VISUAL AND CONCEPTUAL CHARACTERISTICS OF POSTMODERN TYPOGRAPHY IN CONTEMPORARY POSTER DESIGN
Keywords:
Postmodern Typography, Poster Design, Visual Communication, Deconstruction, Typographic Aesthetics, Graphic Design HistoryAbstract
This article examines the visual and conceptual characteristics of postmodern typography as manifested in contemporary poster design, tracing the ideological and aesthetic principles that distinguish postmodern typographic practice from its modernist predecessor. Postmodern typography, emerging as a critical response to the rational universalism of the International Typographic Style, embraces complexity, contradiction, fragmentation, and cultural plurality as core design values. The research investigates how these abstract philosophical commitments are translated into specific visual strategies — including layering, deconstruction, typographic hierarchy subversion, eclectic historical citation, and the integration of image and text — and how these strategies shape the communicative and expressive capacities of the poster as a medium. A conceptual analysis framework is applied to a corpus of significant postmodern poster works drawn from international and regional contexts, enabling identification of recurring structural patterns and their ideological underpinnings. The article further examines the influence of digital tools and screen-based culture on the evolution of postmodern typographic aesthetics in the twenty-first century, arguing that the proliferation of digital design environments has both amplified and transformed postmodern typographic tendencies. Practical implications for contemporary poster designers and design educators are discussed, with attention to the tension between postmodern typographic freedom and the imperatives of visual communication effectiveness.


* Task statement:
An exact reproduction of the listing is wanted, with the pictures dropped.

* Material to process:
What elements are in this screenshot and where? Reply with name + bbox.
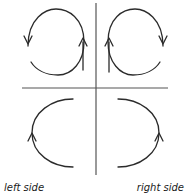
lower-right-arc (118, 99, 163, 167)
upper-left-loop (24, 9, 87, 75)
upper-right-loop (105, 9, 167, 75)
lower-left-arc (28, 99, 73, 167)
flow-diagram (0, 0, 187, 196)
upper-left-loop-path (28, 9, 84, 75)
caption-left-side: left side (4, 182, 44, 194)
lower-right-arc-path (118, 99, 159, 167)
axes-group (22, 3, 168, 175)
lower-left-arc-path (32, 99, 73, 167)
figure-root: left side right side (0, 0, 187, 196)
upper-right-loop-path (108, 9, 163, 75)
caption-right-side: right side (137, 182, 184, 194)
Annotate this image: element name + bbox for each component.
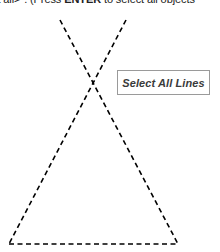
callout-label: Select All Lines <box>122 77 205 89</box>
right-slanted-line <box>9 20 126 244</box>
dashed-triangle-figure <box>0 0 220 252</box>
select-all-lines-callout: Select All Lines <box>117 70 210 95</box>
diagram-canvas: ct all>". (Press ENTER to select all obj… <box>0 0 220 252</box>
left-slanted-line <box>60 20 178 244</box>
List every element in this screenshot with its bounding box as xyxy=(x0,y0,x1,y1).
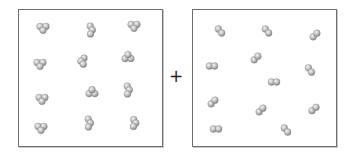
reactant-box-diatomic xyxy=(192,9,337,147)
plus-sign: + xyxy=(169,66,183,86)
reactant-box-triatomic xyxy=(18,9,163,147)
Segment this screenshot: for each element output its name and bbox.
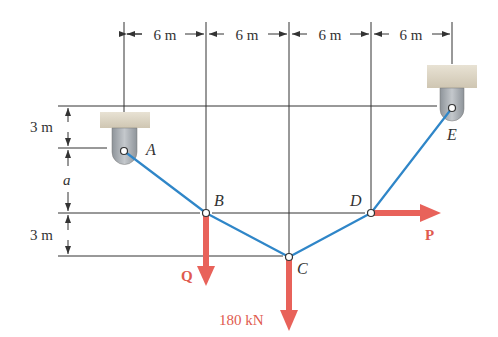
arrow-q-icon xyxy=(197,266,215,286)
joints xyxy=(121,105,456,261)
force-label-p: P xyxy=(425,227,434,243)
cable xyxy=(124,108,452,257)
force-label-180kn: 180 kN xyxy=(219,312,264,328)
dim-label-a: a xyxy=(63,172,71,188)
dim-label-de: 6 m xyxy=(400,27,423,43)
force-label-q: Q xyxy=(181,268,193,284)
dim-label-ab: 6 m xyxy=(154,27,177,43)
arrow-p-icon xyxy=(420,204,441,222)
support-a-icon xyxy=(100,112,150,165)
pin-e-icon xyxy=(449,105,456,112)
support-e-icon xyxy=(427,65,477,121)
label-a: A xyxy=(145,141,156,158)
label-e: E xyxy=(446,126,457,143)
label-b: B xyxy=(214,192,224,209)
dim-label-cd: 6 m xyxy=(319,27,342,43)
cable-diagram: 6 m 6 m 6 m 6 m 3 m a 3 m xyxy=(0,0,498,337)
joint-c-icon xyxy=(286,254,293,261)
dim-label-bc: 6 m xyxy=(236,27,259,43)
joint-b-icon xyxy=(203,210,210,217)
pin-a-icon xyxy=(121,148,128,155)
joint-d-icon xyxy=(368,210,375,217)
dim-label-top-3m: 3 m xyxy=(30,119,53,135)
arrow-180kn-icon xyxy=(280,310,298,331)
label-c: C xyxy=(297,260,308,277)
label-d: D xyxy=(349,192,362,209)
dim-label-bottom-3m: 3 m xyxy=(30,227,53,243)
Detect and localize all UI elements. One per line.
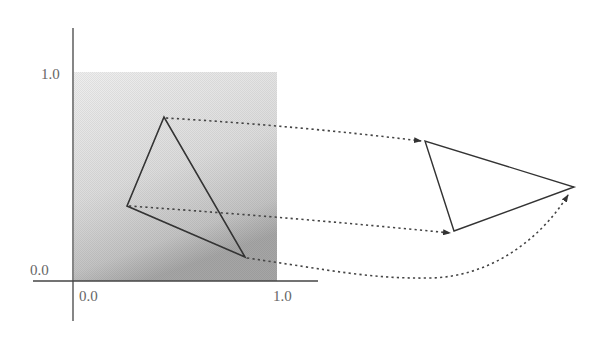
texture-mapping-diagram: 1.0 0.0 0.0 1.0 (0, 0, 601, 337)
x-tick-label-right: 1.0 (273, 288, 292, 304)
texture-image (74, 72, 277, 281)
y-tick-label-bottom: 0.0 (30, 262, 49, 278)
x-tick-label-left: 0.0 (79, 288, 98, 304)
y-tick-label-top: 1.0 (41, 66, 60, 82)
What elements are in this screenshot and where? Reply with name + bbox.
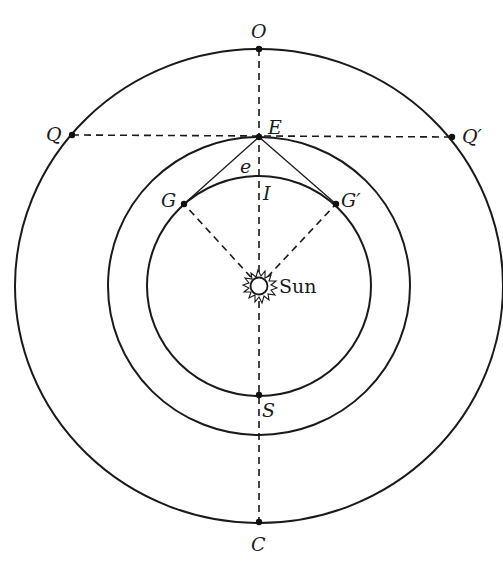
label-sun: Sun [279,275,317,297]
orbit-diagram: O Q Q′ E e I G G′ Sun S C [0,0,503,566]
sun-g-line [184,204,259,286]
point-e [256,134,262,140]
label-q-prime: Q′ [462,125,483,147]
label-g-prime: G′ [341,189,361,211]
e-g-prime-line [259,137,336,204]
label-s: S [262,399,275,421]
sun-g-prime-line [259,204,336,286]
point-s [256,392,262,398]
label-o: O [251,20,267,42]
label-g: G [161,189,176,211]
label-q: Q [46,123,62,145]
label-c: C [251,533,266,555]
point-q [69,132,75,138]
label-e: E [267,116,282,138]
point-o [256,46,262,52]
point-g-prime [333,201,339,207]
label-e-angle: e [240,155,251,177]
point-g [181,201,187,207]
point-q-prime [449,134,455,140]
point-c [256,519,262,525]
label-i: I [262,182,271,204]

* Result:
What elements are in this screenshot and where? Reply with name + bbox.
lower-right-arc (118, 99, 163, 167)
upper-left-loop (24, 9, 87, 75)
upper-right-loop (105, 9, 167, 75)
lower-left-arc (28, 99, 73, 167)
flow-diagram (0, 0, 187, 196)
upper-left-loop-path (28, 9, 84, 75)
caption-left-side: left side (4, 182, 44, 194)
lower-right-arc-path (118, 99, 159, 167)
axes-group (22, 3, 168, 175)
lower-left-arc-path (32, 99, 73, 167)
figure-root: left side right side (0, 0, 187, 196)
upper-right-loop-path (108, 9, 163, 75)
caption-right-side: right side (137, 182, 184, 194)
Annotate this image: element name + bbox for each component.
callout-label: Select All Lines <box>122 77 205 89</box>
right-slanted-line <box>9 20 126 244</box>
dashed-triangle-figure <box>0 0 220 252</box>
select-all-lines-callout: Select All Lines <box>117 70 210 95</box>
diagram-canvas: ct all>". (Press ENTER to select all obj… <box>0 0 220 252</box>
left-slanted-line <box>60 20 178 244</box>
List every element in this screenshot with its bounding box as xyxy=(x0,y0,x1,y1).
reactant-box-diatomic xyxy=(192,9,337,147)
plus-sign: + xyxy=(169,66,183,86)
reactant-box-triatomic xyxy=(18,9,163,147)
Segment this screenshot: for each element output its name and bbox.
arrow-q-icon xyxy=(197,266,215,286)
joints xyxy=(121,105,456,261)
force-label-p: P xyxy=(425,227,434,243)
cable xyxy=(124,108,452,257)
force-label-180kn: 180 kN xyxy=(219,312,264,328)
dim-label-a: a xyxy=(63,172,71,188)
dim-label-de: 6 m xyxy=(400,27,423,43)
force-label-q: Q xyxy=(181,268,193,284)
dim-label-ab: 6 m xyxy=(154,27,177,43)
arrow-p-icon xyxy=(420,204,441,222)
support-a-icon xyxy=(100,112,150,165)
pin-e-icon xyxy=(449,105,456,112)
support-e-icon xyxy=(427,65,477,121)
label-a: A xyxy=(145,141,156,158)
label-e: E xyxy=(446,126,457,143)
label-b: B xyxy=(214,192,224,209)
dim-label-cd: 6 m xyxy=(319,27,342,43)
cable-diagram: 6 m 6 m 6 m 6 m 3 m a 3 m xyxy=(0,0,498,337)
joint-c-icon xyxy=(286,254,293,261)
dim-label-bc: 6 m xyxy=(236,27,259,43)
joint-b-icon xyxy=(203,210,210,217)
pin-a-icon xyxy=(121,148,128,155)
joint-d-icon xyxy=(368,210,375,217)
dim-label-top-3m: 3 m xyxy=(30,119,53,135)
arrow-180kn-icon xyxy=(280,310,298,331)
label-c: C xyxy=(297,260,308,277)
label-d: D xyxy=(349,192,362,209)
dim-label-bottom-3m: 3 m xyxy=(30,227,53,243)
Detect and localize all UI elements. One per line.
texture-mapping-diagram: 1.0 0.0 0.0 1.0 (0, 0, 601, 337)
x-tick-label-right: 1.0 (273, 288, 292, 304)
texture-image (74, 72, 277, 281)
y-tick-label-bottom: 0.0 (30, 262, 49, 278)
x-tick-label-left: 0.0 (79, 288, 98, 304)
y-tick-label-top: 1.0 (41, 66, 60, 82)
What elements are in this screenshot and where? Reply with name + bbox.
label-sun: Sun [279,275,317,297]
orbit-diagram: O Q Q′ E e I G G′ Sun S C [0,0,503,566]
sun-g-line [184,204,259,286]
point-e [256,134,262,140]
label-q-prime: Q′ [462,125,483,147]
label-g-prime: G′ [341,189,361,211]
e-g-prime-line [259,137,336,204]
label-s: S [262,399,275,421]
sun-g-prime-line [259,204,336,286]
point-s [256,392,262,398]
label-o: O [251,20,267,42]
label-g: G [161,189,176,211]
label-q: Q [46,123,62,145]
label-c: C [251,533,266,555]
point-q [69,132,75,138]
label-e: E [267,116,282,138]
point-o [256,46,262,52]
point-g-prime [333,201,339,207]
label-e-angle: e [240,155,251,177]
point-g [181,201,187,207]
point-q-prime [449,134,455,140]
point-c [256,519,262,525]
label-i: I [262,182,271,204]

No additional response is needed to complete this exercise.